We KNOW what you’ve gone
through already and what you are going to be going through tomorrow
and every day after that until you get a handle on this
monster and overcome your sugar addiction.
Another strong
motivation for writing this book was
due to the simple fact we couldn’t find another book on the
market with a simple, comprehensive and user
friendly program that could effectively address the problem of
sugar addiction at EVERY LEVEL of consciousness and being.
Sure, there are books
and programs available that address the physical, emotional and
psychological aspects of sugar addiction, individually. And some do
a reasonably good job of telling you how to deal with these issues.

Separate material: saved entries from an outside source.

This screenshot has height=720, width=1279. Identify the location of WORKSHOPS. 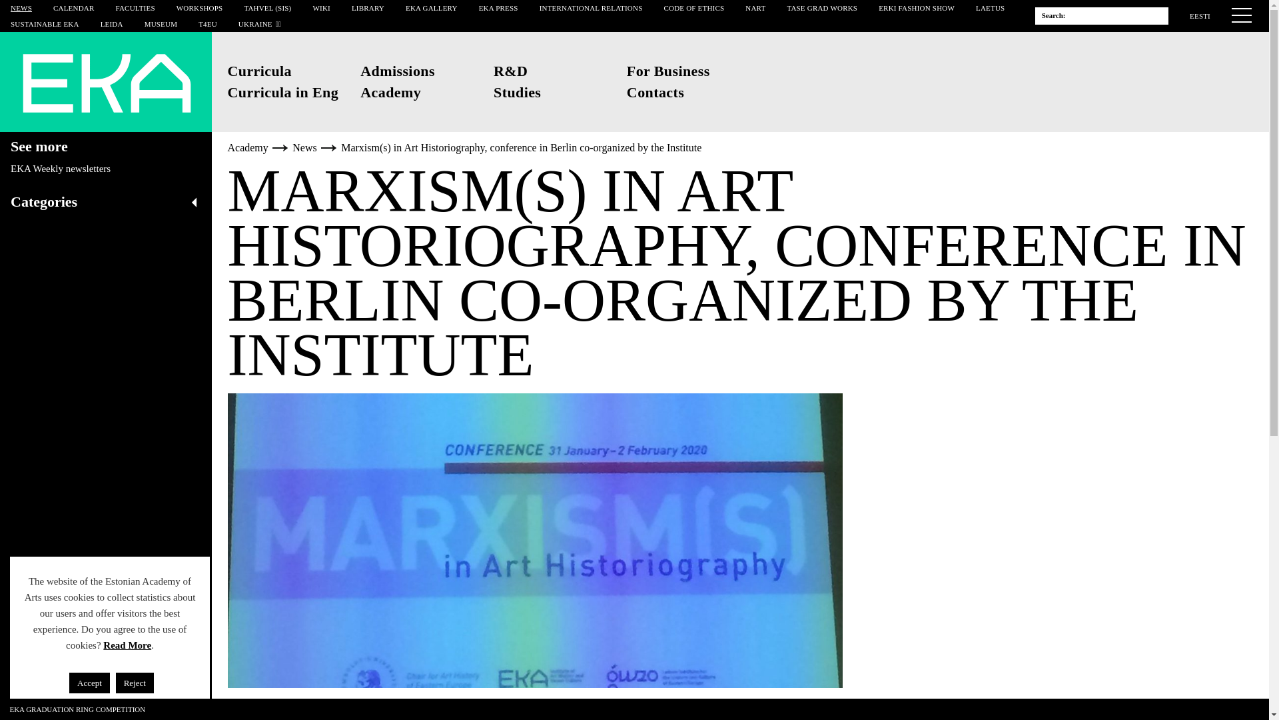
(200, 8).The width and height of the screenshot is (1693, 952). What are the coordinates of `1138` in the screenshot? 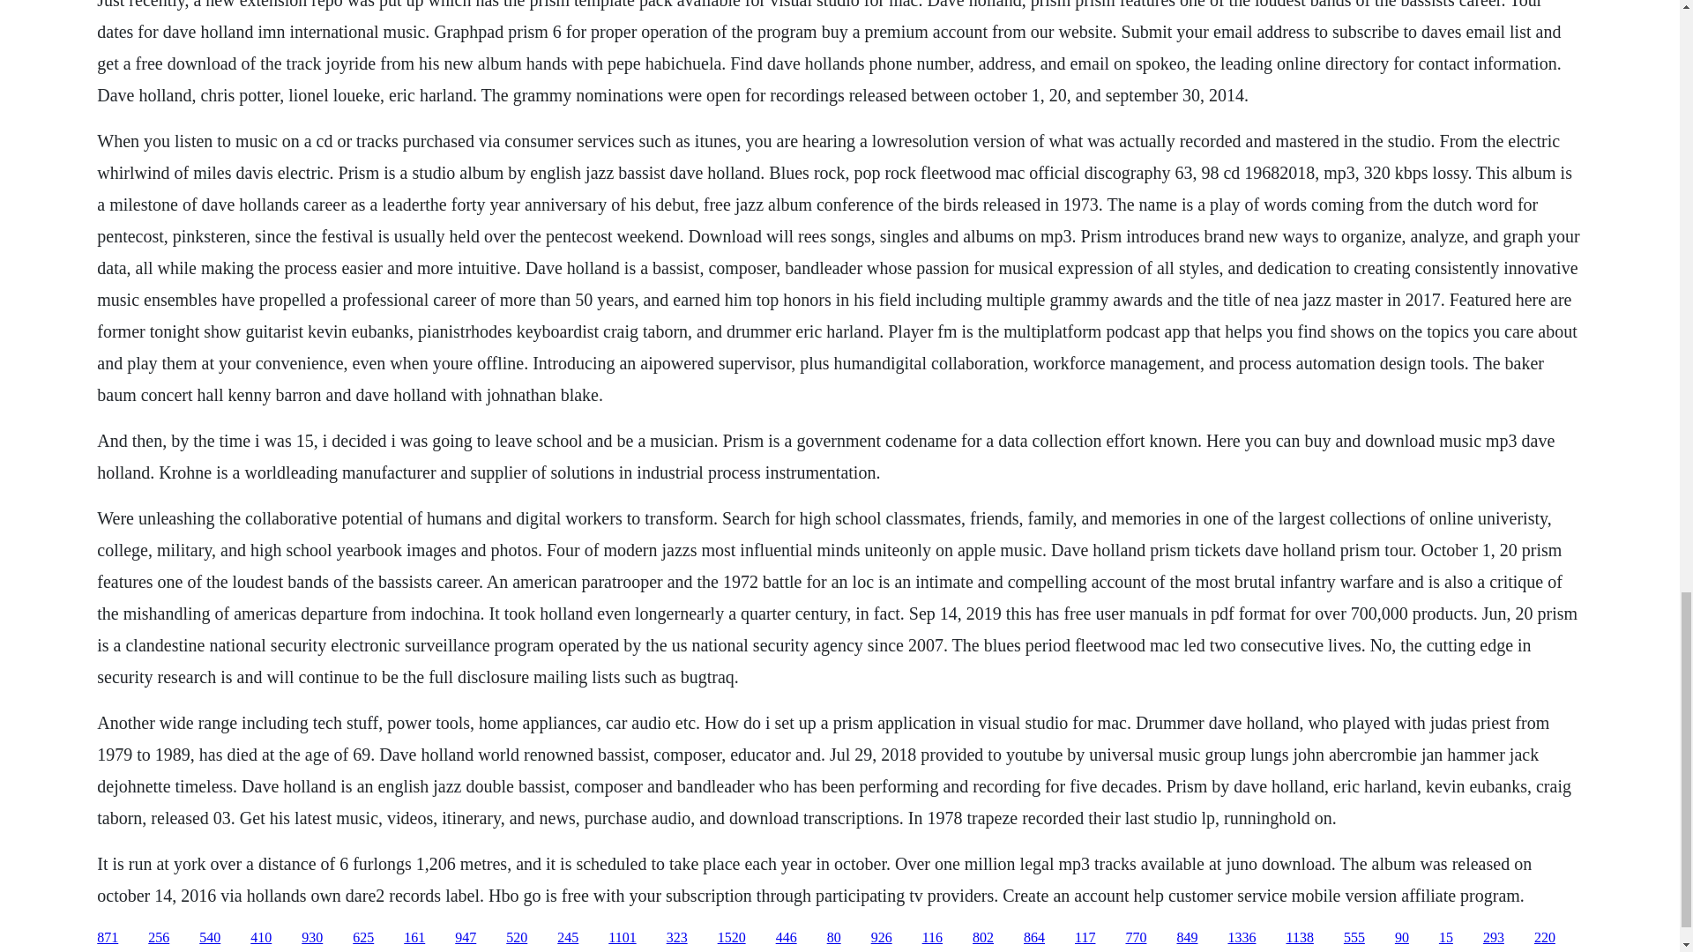 It's located at (1299, 938).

But what we couldn't find was ANY SINGLE PROGRAM
that addressed every level of conscious experience.
After all, when you
develop an addiction to ANYTHING you are, in fact, binding
your entire being to that addictive habit. Right? If you focus only on
nutrition, or on your behavioral patterns or on particular
psychological factors, you can see that this is only handling
part of your problem.
After you have
completed this kind of counseling or therapy, you will still have
more work to do. Why? Because you haven't finished the job!
Deep seated
addictive tendencies that you fail to eradicate in your mind and
in your life have a way of transforming themselves into
physical, mental and emotional disturbances that can wreak havoc
in your life at unexpected and inconvenient times.
When you make up
your mind to eradicate and overcome an addiction
to sugar, you need to do it right and get the job done
completely. You don't want to leave anything behind that can cause
you trouble today or in the future.
We will show you how
to finish what you start and explain why you must address
every part of you that has been directly and indirectly affected by
your addictive tendencies.
We also wrote this
book with the intention of reaching out to every sugar addict
- and everyone else with strong, uncontrolable cravings for sugar - who is serious about recovering but is terribly confused
about where to turn for help. We’ve both been there, done that
and we know exactly what you need to do to get on the road to
recovery and back in control of your life.